Together with others, Scott set up the March of the Living UK to encourage UK participants to join with the international community in marking this important event each year, with a full five-day program. Scott tells me that the aim of the UK March is threefold: “To further Holocaust education for university students and young adults, to bring people of all religious backgrounds together, and to touch people’s identity by encouraging each person to expand one area of their engagement, whether it’s volunteering, helping out on campus or visiting the sick in hospital.”
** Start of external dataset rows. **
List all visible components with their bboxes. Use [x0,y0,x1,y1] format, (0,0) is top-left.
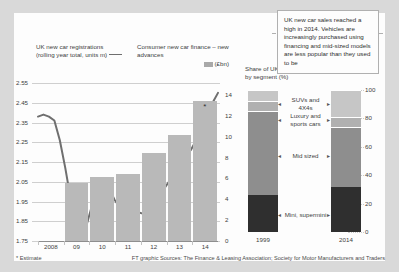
segment-pointer-right: ▸ [327,211,330,218]
left-chart-line-legend: UK new car registrations (rolling year t… [36,43,141,60]
percent-tick: 0 [365,228,385,235]
estimate-asterisk: * [203,104,206,110]
segment-label-text: Mid sized [292,152,318,159]
estimate-footnote: * Estimate [16,255,42,261]
x-tick [192,241,193,245]
left-x-axis-line [38,241,218,242]
percent-tick: 20 [365,200,385,207]
right-chart-title-line2: by segment (%) [245,73,288,80]
x-tick-label: 10 [89,243,115,250]
stack-segment [331,117,361,127]
x-tick [89,241,90,245]
percent-tick: 60 [365,143,385,150]
bar-legend-line1: Consumer new car finance – new advances [137,43,229,58]
right-y-tick: 6 [225,174,241,181]
segment-label: SUVs and4X4s [283,96,328,112]
stack-segment [331,127,361,187]
segment-pointer-left: ◂ [278,100,281,107]
x-tick [64,241,65,245]
segment-pointer-right: ▸ [327,116,330,123]
segment-pointer-left: ◂ [278,152,281,159]
segment-label-text: sports cars [290,120,320,127]
segment-label: Mini, supermini [283,211,328,219]
segment-label-text: Mini, supermini [285,211,327,218]
x-tick-label: 09 [64,243,90,250]
percent-tick: 80 [365,114,385,121]
percent-gridline [348,232,364,233]
callout-connector-left [272,33,276,34]
left-chart-title-line2: (rolling year total, units m) [36,51,107,58]
left-chart-plot [38,83,218,241]
x-tick [115,241,116,245]
right-y-tick: 14 [225,91,241,98]
segment-pointer-left: ◂ [278,211,281,218]
segment-label-text: SUVs and [292,96,320,103]
right-y-tick: 2 [225,216,241,223]
stack-year-label: 2014 [323,236,369,243]
x-tick-label: 11 [115,243,141,250]
right-y-tick: 4 [225,195,241,202]
percent-tick: 100 [365,86,385,93]
finance-bar [65,183,89,241]
segment-pointer-left: ◂ [278,116,281,123]
x-tick-label: 14 [192,243,218,250]
segment-label-text: Luxury and [290,112,321,119]
finance-bar [193,101,217,241]
segment-pointer-right: ▸ [327,100,330,107]
source-footnote: FT graphic Sources: The Finance & Leasin… [132,255,385,261]
finance-bar [116,174,140,241]
stack-segment [248,111,278,195]
bar-legend-line2: (£bn) [215,60,229,67]
finance-bar [168,135,192,241]
segment-stack [331,90,361,232]
segment-pointer-right: ▸ [327,152,330,159]
line-swatch [109,54,122,56]
callout-connector-right [379,33,383,34]
finance-bar [142,153,166,241]
percent-tick: 40 [365,171,385,178]
chart-page: UK new car registrations (rolling year t… [0,0,399,272]
stack-segment [248,101,278,111]
x-tick-label: 13 [167,243,193,250]
x-tick [141,241,142,245]
x-tick-label: 2008 [38,243,64,250]
right-y-tick: 0 [225,237,241,244]
callout-box: UK new car sales reached a high in 2014.… [277,10,379,74]
stack-segment [331,187,361,232]
segment-stack [248,90,278,232]
left-chart-bar-legend: Consumer new car finance – new advances … [137,43,247,68]
x-tick-label: 12 [141,243,167,250]
right-y-tick: 10 [225,133,241,140]
left-chart-title-line1: UK new car registrations [36,43,103,50]
finance-bar [90,177,114,241]
segment-label: Mid sized [283,152,328,160]
right-y-tick: 12 [225,112,241,119]
stack-segment [331,90,361,117]
x-tick [38,241,39,245]
right-y-tick: 8 [225,154,241,161]
bar-swatch [204,62,213,67]
segment-label: Luxury andsports cars [283,112,328,128]
segment-label-text: 4X4s [298,104,312,111]
stack-segment [248,90,278,101]
stack-year-label: 1999 [240,236,286,243]
x-tick [167,241,168,245]
stack-segment [248,195,278,232]
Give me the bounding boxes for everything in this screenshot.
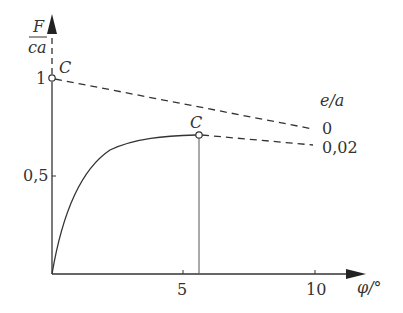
point-c-mid [196,132,202,138]
y-label-numerator: F [33,19,44,35]
legend-series-002: 0,02 [322,140,358,156]
legend-title: e/a [320,93,344,109]
x-axis-label: φ/° [357,280,382,296]
y-label-denominator: ca [28,40,47,56]
y-axis-arrow-icon [47,14,57,34]
series-0-line [55,79,313,129]
chart: F ca 1 0,5 5 10 φ/° C C e/a 0 0,02 [0,0,403,313]
point-c-top [49,75,55,81]
x-tick-10: 10 [306,282,326,298]
annotation-c-mid: C [190,115,202,131]
series-002-curve [52,135,196,274]
annotation-c-top: C [59,60,71,76]
x-tick-5: 5 [177,282,187,298]
y-tick-1: 1 [36,71,46,87]
legend-series-0: 0 [322,121,332,137]
series-002-dashed [202,135,313,145]
y-tick-05: 0,5 [23,168,48,184]
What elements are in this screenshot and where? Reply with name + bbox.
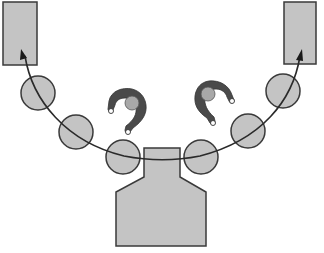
u-shaped-flow-line-diagram	[0, 0, 324, 253]
storage-rack-left	[3, 2, 37, 65]
station-2	[59, 115, 93, 149]
station-4	[184, 140, 218, 174]
operator-right	[195, 81, 235, 126]
operator-body-icon	[195, 81, 234, 124]
operator-head-icon	[125, 96, 139, 110]
operator-left	[108, 89, 146, 135]
operator-head-icon	[201, 87, 215, 101]
station-6	[266, 74, 300, 108]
Regarding education, Scott explains that studying the history of the nations in Europe is a vital cog in understanding how people can end up doing what they did to the Jews during those terrible years. He wants the learning to challenge people by covering new ground and learning about things that they would never have come across before.

When it comes to togetherness in Poland, people often put aside political differences to pray together as one united people, carrying on defiantly after so many years of trouble and hate. “Two weeks ago, at the mass Havdalah ceremony, we had 260 people, arm in arm, with survivors in the middle of the room lighting candles. It didn’t matter to anyone that some people were from BA, some belonged to Tribe, whilst others represented other institutions, such as Noam or LJY, [they] all came together as one,” Scott recalled.

Touching people’s identity is perhaps the biggest passion that drives him on to organise a march that takes up almost a year of planning each time. “My team spend the entire year before the March, organising fundraising to cover the participants,” which amounts to 95% of the total costs. But it’s all worth it when we see how people stand at the gates of hell and are spurred on by a powerful “call to action.”

Something inside each person sparks them to expand their identity in one small way, which fulfils Scott’s ultimate goal, namely taking each person on a personal journey of growth, each according to their own level.

Scott’s dream is to make the March of the Living UK a “rite of passage” for young British Jews, in the same way that an Israel tour has become a must. Having grown the UK delegation from just 10 participants in 2010 to 260 this past year, the former Hong Kong banker has truly shown that with great determination and passion, a person can really achieve anything they want if they just believe enough in themselves.